If things have to break in the short term for Mozilla to modernize Firefox's runtime hardening, well, that breakage seems worth it. Just based on the knowledge of what security flaws in Firefox get used for in the real world.

--- (few min later)

As an aside: if this is the definition of "XUL extensions can be made to work with e10s":

The lack of an synchronous API in the chrome side is intentional: because the chrome process runs the Firefox UI, any responsiveness problems affect the whole browser. By making the chrome process block on the content process, CPOWs break this principle and allow an unresponsive content process to make the whole browser unresponsive.

... I can kind of see where they're coming from, even w/o considering security.

3 comments

If this breaks stuff that users are relying on, they'll quite happily switch to Pale Moon or turn off auto-updates to get it back, and if that means they're not protected against security issues, well, I'm sure you know just how much your average user knows about security. Chances are they won't bother to switch back once the breakage is fixed either because why would they?
Electrolysis is mostly already implemented with the XUL version of Firefox and many add-ons have been ported over to be compatible with it.
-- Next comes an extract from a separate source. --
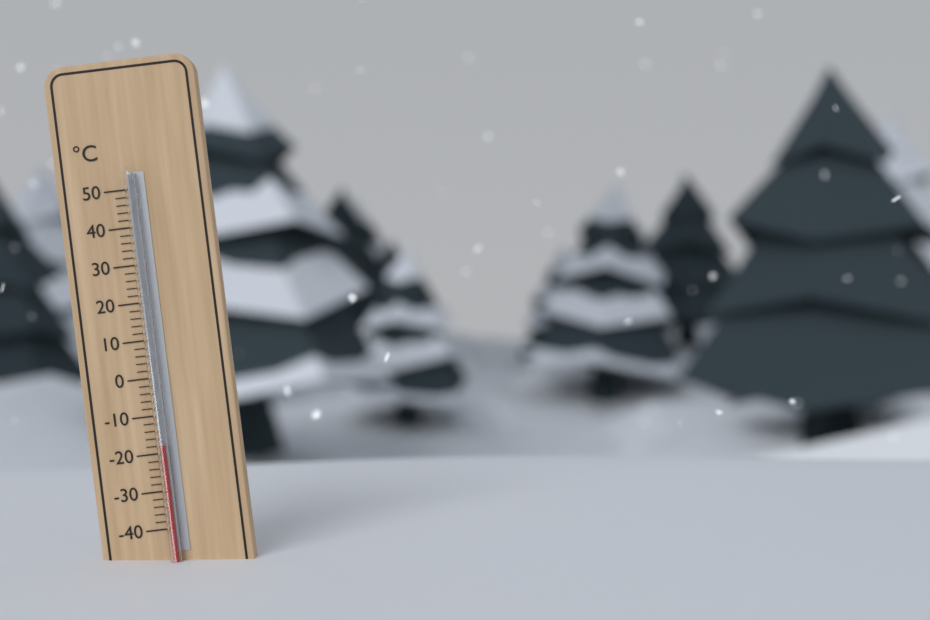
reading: -18 °C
The main new change being announced recently (electrolysis and extension signing have been known about for a while now) is the deprecation of XUL in the browser in general and for add-ons in particular and the adoption of a new extension API's that are more limited in functionality (WebExtensions and whatever else they decide to do to allow more functionality than is available in Chrome). There are security implications to these changes but multi-process Firefox is not the main driver. Mozilla is giving up on XUL in favor of HTML and using this as a pretext to limit the functionality of add-ons (which many Firefox developers have wanted to do for a long time for security and stability reasons).

Extensions can, today, be asynchronous without sacrificing the more powerful model.